ESPN Classic wants you to vote for the greatest World Series team ever from their list of 32 World Series champions.
Trouble is, we didn't like their list. We wanted to simulate a tournament of the greatest teams ever, but we thought it was missing too many teams that were better than some World Series champs.
Like the 2001 Mariners, who won an all-time record 116 games. Or the 1988 A's, who didn't win the World Series but were a better team than the '89 squad, which did. Or the 2004 Cardinals, who rolled to 104 wins before losing to the Red Sox (oh, yeah, we wanted them in our tournament as well).
So we picked 32 all-time great teams, dropped some of the early 20th century squads for more modern teams and enlisted Michael Cieslinski of Dynasty League Baseball and Pursue the Pennant to simulate our tournament.

Dynasty League is a baseball simulation game that uses real-life statistics, including actual lefty-righty breakdowns, normalized to league average and adjusted for the era. (More information and screen grabs are available at designdepot.com.)
The tourney rules:
(1) We split the bracket into 16 AL and 16 NL teams (well, we moved the '82 Brewers over to the NL). The team with the better regular-season record is the home squad.
(2) One and done. Just like the NCAA Tournament.
(3) You must use a real rotation. In other words, Sandy Koufax can't start every game for the '65 Dodgers if they keep advancing.
Does this settle the debate on the all-time greatest team? Of course not. But it sure was fun to imagine such a tournament being played out.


> WORK TASK
In the listing below, how many lines contain the string "Enter"? Reply with the number alone.
═════ MATERIAL FOR THIS TASK ═════
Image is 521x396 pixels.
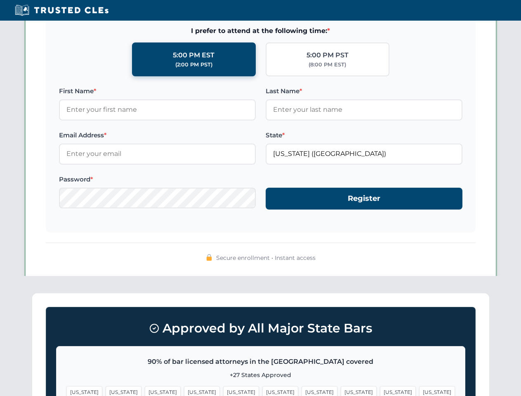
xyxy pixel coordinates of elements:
[175,61,212,69] div: (2:00 PM PST)
[59,86,256,96] label: First Name
[12,4,111,16] img: Trusted CLEs
[59,174,256,184] label: Password
[308,61,346,69] div: (8:00 PM EST)
[306,50,348,61] div: 5:00 PM PST
[59,130,256,140] label: Email Address
[265,86,462,96] label: Last Name
[59,143,256,164] input: Enter your email
[56,317,465,339] h3: Approved by All Major State Bars
[206,254,212,260] img: 🔒
[173,50,214,61] div: 5:00 PM EST
[59,99,256,120] input: Enter your first name
[59,26,462,36] span: I prefer to attend at the following time:
[66,356,455,367] p: 90% of bar licensed attorneys in the [GEOGRAPHIC_DATA] covered
[265,99,462,120] input: Enter your last name
[265,130,462,140] label: State
[66,370,455,379] p: +27 States Approved
[216,253,315,262] span: Secure enrollment • Instant access
[265,188,462,209] button: Register
[265,143,462,164] input: Florida (FL)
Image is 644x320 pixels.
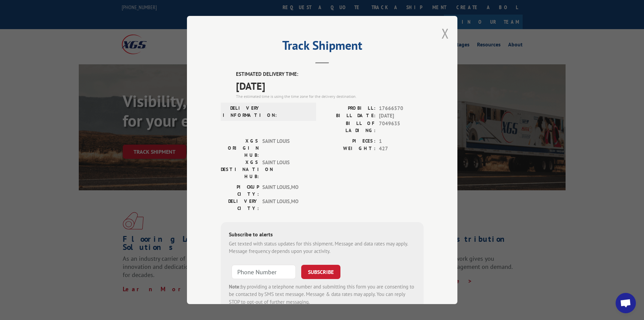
═════
> RESPONSE
3